Self-compassion, involving self-kindness, common humanity, and mindfulness, appears well-suited to soothing feelings of threat following negative events and thereby reducing depressive sequellae. Study 1 found a strong negative association between self-compassion and depressive symptoms in 335 university students and evaluated four markers of threat that potentially mediate this relation. a test of multiple mediation revealed shame as a significant mediator, along with rumination and self-esteem. in Study 2, shame-prone students recalled an experience of shame and then were randomly assigned to (1) write about it self-compassionately, (2) express their feelings about it in writing, or (3) do neither. Participants completed their assigned task three times in one week. immediately after writing, participants in the self-compassion condition reported less state shame and negative affect than those in the expressive writing condition. at two-week follow-up, participants in the self-compassion condition alone showed reductions in shame-proneness (d = .53), and depressive symptoms (d = .49). it appears that self-compassion promotes soothing, "hypo-egoic" (leary, 2012) responses to negative outcomes that reduce threat system activation and depressive symptoms.

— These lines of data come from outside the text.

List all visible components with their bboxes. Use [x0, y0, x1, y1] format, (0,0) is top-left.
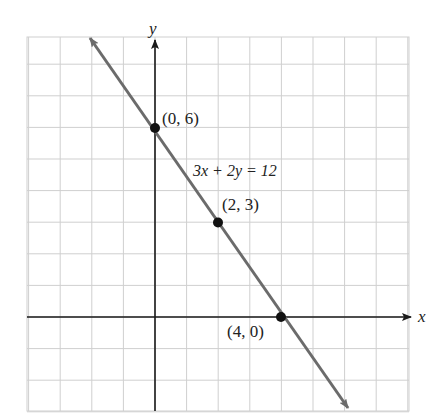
point-4-0 [276, 312, 286, 322]
equation-label: 3x + 2y = 12 [192, 162, 277, 180]
point-label-4-0: (4, 0) [227, 322, 264, 341]
line-graph: y x (0, 6) (2, 3) (4, 0) 3x + 2y = 12 [0, 0, 432, 415]
x-axis-label: x [417, 307, 426, 326]
y-axis-label: y [147, 19, 157, 38]
point-2-3 [213, 218, 223, 228]
point-label-2-3: (2, 3) [222, 195, 259, 214]
point-0-6 [150, 123, 160, 133]
point-label-0-6: (0, 6) [162, 109, 199, 128]
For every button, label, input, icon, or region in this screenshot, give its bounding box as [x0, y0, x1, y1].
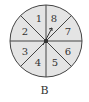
- diagram-caption: B: [0, 84, 89, 97]
- sector-label-8: 8: [51, 13, 57, 24]
- spinner-diagram: 1 2 3 4 5 6 7 8: [0, 0, 89, 82]
- sector-label-7: 7: [65, 26, 71, 37]
- sector-label-5: 5: [52, 57, 58, 68]
- sector-label-3: 3: [22, 46, 28, 57]
- sector-label-1: 1: [36, 13, 42, 24]
- sector-label-4: 4: [35, 57, 41, 68]
- sector-label-6: 6: [65, 46, 71, 57]
- sector-label-2: 2: [22, 26, 28, 37]
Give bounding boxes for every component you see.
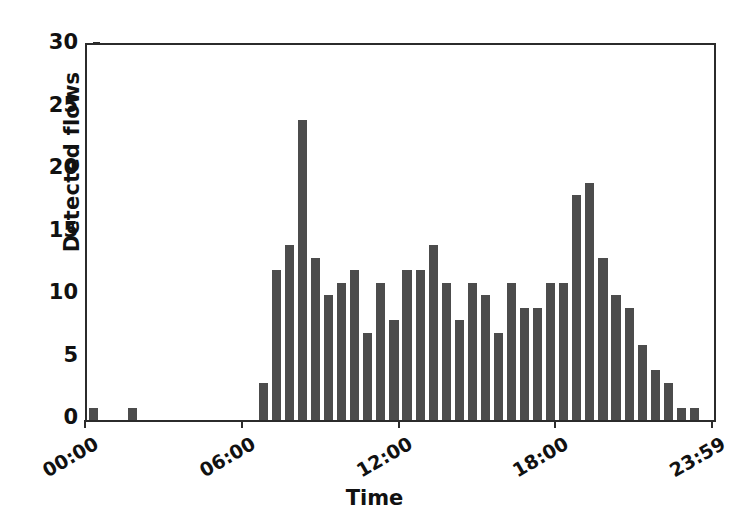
bar	[337, 283, 346, 421]
x-tick-label: 12:00	[342, 432, 415, 487]
bar	[559, 283, 568, 421]
bar	[311, 258, 320, 421]
bar	[546, 283, 555, 421]
bar	[585, 183, 594, 421]
x-tick-mark	[711, 420, 713, 428]
bar	[520, 308, 529, 421]
bar	[494, 333, 503, 421]
x-tick-mark	[554, 420, 556, 428]
y-tick-label: 0	[18, 407, 78, 428]
bar	[677, 408, 686, 421]
bar	[468, 283, 477, 421]
bars-layer	[87, 45, 714, 420]
x-tick-label: 23:59	[656, 432, 729, 487]
bar	[611, 295, 620, 420]
bar	[507, 283, 516, 421]
y-tick-label: 20	[18, 157, 78, 178]
bar	[402, 270, 411, 420]
bar	[625, 308, 634, 421]
y-axis-ticks: 051015202530	[8, 0, 78, 520]
bar	[651, 370, 660, 420]
bar	[533, 308, 542, 421]
x-tick-mark	[241, 420, 243, 428]
bar	[376, 283, 385, 421]
bar	[363, 333, 372, 421]
y-tick-label: 30	[18, 32, 78, 53]
x-tick-mark	[84, 420, 86, 428]
chart-figure: Detected flows 051015202530 Time 00:0006…	[0, 0, 749, 520]
x-tick-mark	[398, 420, 400, 428]
bar	[455, 320, 464, 420]
bar	[442, 283, 451, 421]
bar	[259, 383, 268, 421]
bar	[89, 408, 98, 421]
x-tick-label: 18:00	[499, 432, 572, 487]
bar	[324, 295, 333, 420]
x-axis-title: Time	[0, 486, 749, 510]
y-tick-label: 10	[18, 282, 78, 303]
bar	[272, 270, 281, 420]
y-tick-label: 5	[18, 345, 78, 366]
bar	[638, 345, 647, 420]
x-tick-label: 06:00	[185, 432, 258, 487]
bar	[416, 270, 425, 420]
bar	[298, 120, 307, 420]
bar	[572, 195, 581, 420]
bar	[429, 245, 438, 420]
bar	[481, 295, 490, 420]
bar	[350, 270, 359, 420]
y-tick-label: 15	[18, 220, 78, 241]
y-tick-label: 25	[18, 95, 78, 116]
bar	[598, 258, 607, 421]
bar	[389, 320, 398, 420]
plot-area	[85, 43, 716, 422]
bar	[664, 383, 673, 421]
bar	[690, 408, 699, 421]
bar	[285, 245, 294, 420]
bar	[128, 408, 137, 421]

Aromatherapy and massage could provide a useful addition to psychological therapeutic interventions with clients suffering from dementia. The effects of aromatherapy and massage on disturbed behaviour in four individuals with severe dementia were evaluated using a single-case research design. Each participant received 10 treatment sessions of aromatherapy, aromatherapy and massage combined, and massage alone. The effects on each individual's behaviour in the hour following treatment were assessed against 10 'no treatment' control sessions. Reliable individualized disturbed behaviour scales were designed. The effects of the treatments were mixed. The opinion of the staff providing treatment was that all participants benefited. On close scrutiny, only one of the participants benefited from the aromatherapy and massage to a degree that reached statistical significance. In two of the cases aromatherapy and massage led to an increase in agitated behaviour. The importance of the single case study approach with this client group is discussed.
This year's catastrophic wildfires in southern California highlight the need for effective planning and management for fire‐prone landscapes. Fire frequency analysis of several hundred wildfires over a broad expanse of California shrublands reveals that there is generally not, as is commonly assumed, a strong relationship between fuel age and fire probabilities. Instead, the hazard of burning in most locations increases only moderately with time since the last fire, and a marked age effect of fuels is observed only in limited areas. Results indicate a serious need for a re‐evaluation of current fire management and policy, which is based largely on eliminating older stands of shrubland vegetation. In many shrubland ecosystems exposed to extreme fire weather, large and intense wildfires may need to be factored in as inevitable events.